THE NEW STRAITS TIMES EDITORIAL15 NOVEMBER 2014 @ 8:10 AM
LAWLESSNESS seems to pervade in Cameron Highlands. If law enforcement has been effective, illegal land clearing could not have been as rampant and blatant as it is. The latest report says that some 1,000 hectares — a size equivalent to 1,400 football fields — have been illegally cleared in the past three months for farming. Only corruption and fear can allow for such criminality to occur right under the noses of law enforcers. Some attribute this to inadequate security personnel but the district officer’s (DO) request, made to the Home Ministry last year for the highlands’ law enforcement personnel to be armed, clearly highlights the latter. That it was shot down is no reflection of the reality of possible violence, a not unexpected scenario when dealing with criminal elements.
Now, suspicions of corruption are being slowly confirmed after the authorities threatened to get tough on offenders with the participation of a multi-agency force meant to rid the area of the cause of its rapid destruction — a fearful prospect for the country’s ecosystem. Already, water catchment areas are being destroyed and landslides occurring more frequently following heavy rains. And, only last week, a mud flood swept away lives and property. Inaction is no longer excusable, hence, the recent raids on illegal workers. Almost 200 have been apprehended thus far. While this demonstration of will by the federal authorities is happening, fear mounts. Recent months clearly showed that the Malaysian Anti-Corruption Commission (MACC) means business. Corrupt officers and private sector corruptors are being charged in court. Now, as the revamped, no longer toothless MACC is roped in, the nervous twitches have produced “yellow letters” of instruction to allow certain well-connected parties to open and develop the highlands, putting the Pahang Palace, though not the Royal House, in the line of fire. Meanwhile, a long-serving retired DO has come out declaring that corruption is nothing new. Apparently, everyone knew of it but nobody was able to stem the flow. Painting an image of Hollywood’s Wild, Wild West, these actions have brought Cameron Highlands to the brink of what geologists refer to as a catastrophe “of an unimaginable scale”.
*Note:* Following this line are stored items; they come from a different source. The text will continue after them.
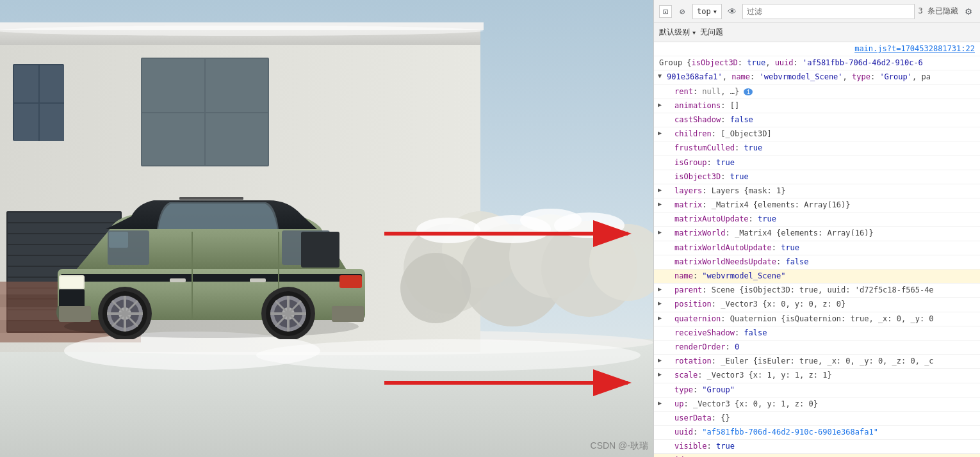 The width and height of the screenshot is (980, 457). Describe the element at coordinates (732, 12) in the screenshot. I see `eye-icon: 👁` at that location.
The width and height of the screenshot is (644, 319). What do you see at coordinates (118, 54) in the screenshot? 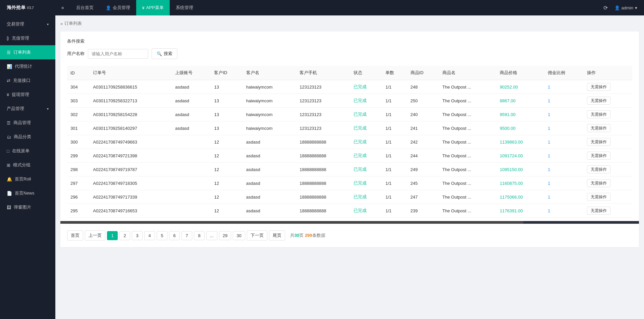
I see `search-input` at bounding box center [118, 54].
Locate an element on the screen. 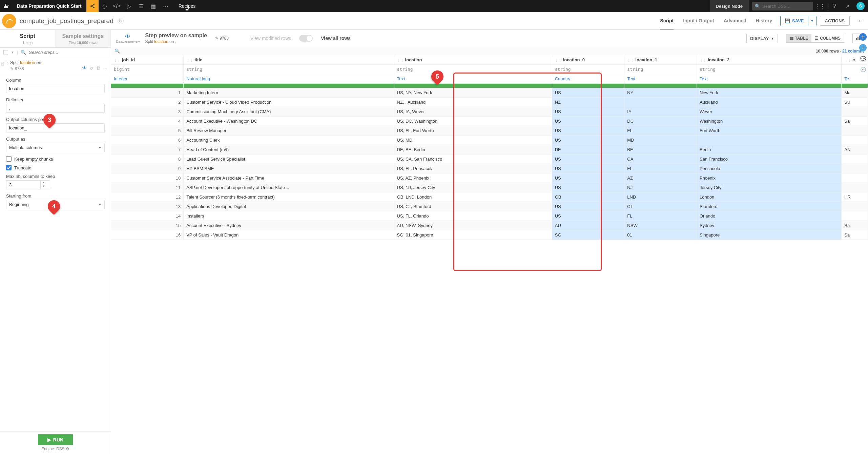 The image size is (868, 454). share-button is located at coordinates (92, 6).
The evidence of immense ecological degradation is now too obvious to ignore. While, thus far, the matter has been under the Pahang government’s jurisdiction, surely a threatened collapse of the entire hill system must warrant stern action from the federal authorities. Geologists have identified an already shaky hill structure caused by massive illegal clearing, removal of top soil, heavy siltation and excess groundwater. This year alone, there have been 150 mudslide incidents. So dire is the situation that the doomsayers are saying that the problem is beyond control. But surrender is not an option. First step, therefore, is aggressive law enforcement accompanied by nothing less than prison terms for all found guilty; from the lowly labourer through to the senior civil servants and implicated palace officials.